While Rainy, our faithful servant, bustled about, pouring tea and making sure the three of us had everything we could possibly need—including several spoonfuls of honey for our guest—my mother commenced the introductions. “Regina, this is Claire Fairchild. She is Giles’s niece, and she’s come to live with him for the season. It’s a very fortuitous arrangement, as she’s only a year older than you and is eager for companionship. Isn’t that so, Claire?”
Claire nodded eagerly. “It’s my pleasure to meet you, Regina. Your mother has told me such wonderful things about you.” I’d never known my mother to say anything even vaguely “wonderful” about me to anyone. Well, anyone other than a prospective husband for me, which was always a gentleman with a strong stream of royal blood pumping through his veins.
I pondered that as I stirred two lumps of sugar into my tea. “I never knew Giles had a niece,” I said, “and Mother has never mentioned you until this very moment.” As soon as the sugar dissolved, I took a quick sip, only to burn my tongue.

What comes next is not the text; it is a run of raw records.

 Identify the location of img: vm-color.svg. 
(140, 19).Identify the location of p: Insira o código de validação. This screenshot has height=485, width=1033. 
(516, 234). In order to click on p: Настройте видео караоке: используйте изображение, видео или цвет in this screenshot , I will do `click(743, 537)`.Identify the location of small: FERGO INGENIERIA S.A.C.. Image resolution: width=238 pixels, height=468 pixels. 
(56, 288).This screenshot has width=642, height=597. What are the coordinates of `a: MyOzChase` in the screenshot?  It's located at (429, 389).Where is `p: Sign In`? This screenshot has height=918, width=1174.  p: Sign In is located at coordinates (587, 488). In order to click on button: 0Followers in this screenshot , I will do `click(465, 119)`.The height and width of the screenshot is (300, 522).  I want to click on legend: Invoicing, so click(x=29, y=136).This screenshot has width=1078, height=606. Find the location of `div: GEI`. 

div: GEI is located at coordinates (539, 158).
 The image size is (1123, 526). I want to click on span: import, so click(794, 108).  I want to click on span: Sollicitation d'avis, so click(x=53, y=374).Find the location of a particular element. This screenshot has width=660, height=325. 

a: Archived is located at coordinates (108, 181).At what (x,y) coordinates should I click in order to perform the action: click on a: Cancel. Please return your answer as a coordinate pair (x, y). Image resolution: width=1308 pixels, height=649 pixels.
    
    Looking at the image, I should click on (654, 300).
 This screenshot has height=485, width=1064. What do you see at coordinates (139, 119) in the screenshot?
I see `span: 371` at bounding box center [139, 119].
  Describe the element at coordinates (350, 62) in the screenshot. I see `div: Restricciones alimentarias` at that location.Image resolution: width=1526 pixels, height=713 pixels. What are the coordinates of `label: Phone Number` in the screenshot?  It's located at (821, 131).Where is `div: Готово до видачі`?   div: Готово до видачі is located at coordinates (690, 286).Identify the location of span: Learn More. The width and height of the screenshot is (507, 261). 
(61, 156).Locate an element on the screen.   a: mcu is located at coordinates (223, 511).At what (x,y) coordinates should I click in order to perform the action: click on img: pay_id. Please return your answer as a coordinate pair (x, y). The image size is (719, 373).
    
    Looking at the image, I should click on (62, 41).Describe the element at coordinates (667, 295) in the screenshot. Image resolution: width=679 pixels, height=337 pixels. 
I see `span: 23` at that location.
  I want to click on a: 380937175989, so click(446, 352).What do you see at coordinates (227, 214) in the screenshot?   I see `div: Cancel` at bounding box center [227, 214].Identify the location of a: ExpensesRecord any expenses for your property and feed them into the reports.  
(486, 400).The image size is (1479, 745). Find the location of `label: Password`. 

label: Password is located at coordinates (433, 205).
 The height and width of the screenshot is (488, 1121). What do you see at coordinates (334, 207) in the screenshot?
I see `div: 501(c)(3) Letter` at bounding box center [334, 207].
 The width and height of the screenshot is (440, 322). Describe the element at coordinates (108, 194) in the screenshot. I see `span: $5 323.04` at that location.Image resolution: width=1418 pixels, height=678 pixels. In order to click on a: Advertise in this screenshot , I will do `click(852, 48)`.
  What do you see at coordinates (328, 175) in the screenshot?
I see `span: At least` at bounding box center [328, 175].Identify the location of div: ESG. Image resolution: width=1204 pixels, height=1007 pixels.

My mother slid the orchids out of the way, leaving the vase teetering on the edge of the table. I held my breath, fearing that at any second, it would topple and smash into bits on the gray floor tiles. She was seemingly too busy shooting me the evil eye—no doubt in response to my less than noble behavior—to notice the foreseeable calamity.
However, Claire obviously noticed, and she reached across the table to rescue the orchids before they had the chance to fall. When I met Claire’s striking blue gaze, the strangest thing happened. We smiled at each other, at the exact same time.
“I’m very glad you were able to join us today, Claire,” I added.
Although I needed to say something polite to try and keep my mother from exploding, I actually meant what I’d said. “I am pleased to make your acquaintance.” To my relief, my mother seemed satiated, and the side of her mouth twitched into an almost-smile.
“Thank you, Regina. It’s nice to be here,” Claire said. “And thank you, Your Highness,” she said to my mother.
My mother nodded benevolently. “You may call me Cora.”
The three of us lifted our teacups and sipped, and as the moments marched along, I found my tea cooling to a more comfortable drinking temperature and my heart warming to my newest neighbor.
“Cora happened to stop in my ma’s tavern when she was passing through Port Bennett, and when she mentioned her estate was located just beneath King Leopold and Queen Eva’s castle, my ma told her that her brother lived there, too,” Claire said as Rainy poured her more tea. Although my mother had given our guest permission to call her by her first name, it surprised me she was so comfortable doing so. Surprised and intrigued me. “She told my ma it’s a wonderful place for a young, unmarried lady to find a suitable husband. It was music to her ears, as you can only imagine the sort of fellows who’re drawn to a port town.”
As Claire spoke, I grinned to myself, picturing the rogues who undoubtedly haunted a place like that: bandits with skilled hands and wild eyes; pirates and buccaneers with long hair and tattoos; boisterous and stinking men, unshaven and undignified, full of rum and spine-tingling tales. Maybe, if I was lucky, I would get to go there someday and hear the tales for myself. “Oh, I can only imagine,” I piped up, lifting my upper lip to feign my disgust at the very existence of such men.
I wondered if the ring Claire wore on a silver chain around her neck—a garish, masculine ring, designed to look like a dragon claw curving possessively around a large dark-red stone—was a token from such a scoundrel. I was dying to know, but I’d have to wait for another time to ask, a rare moment when my mother wasn’t breathing down my neck.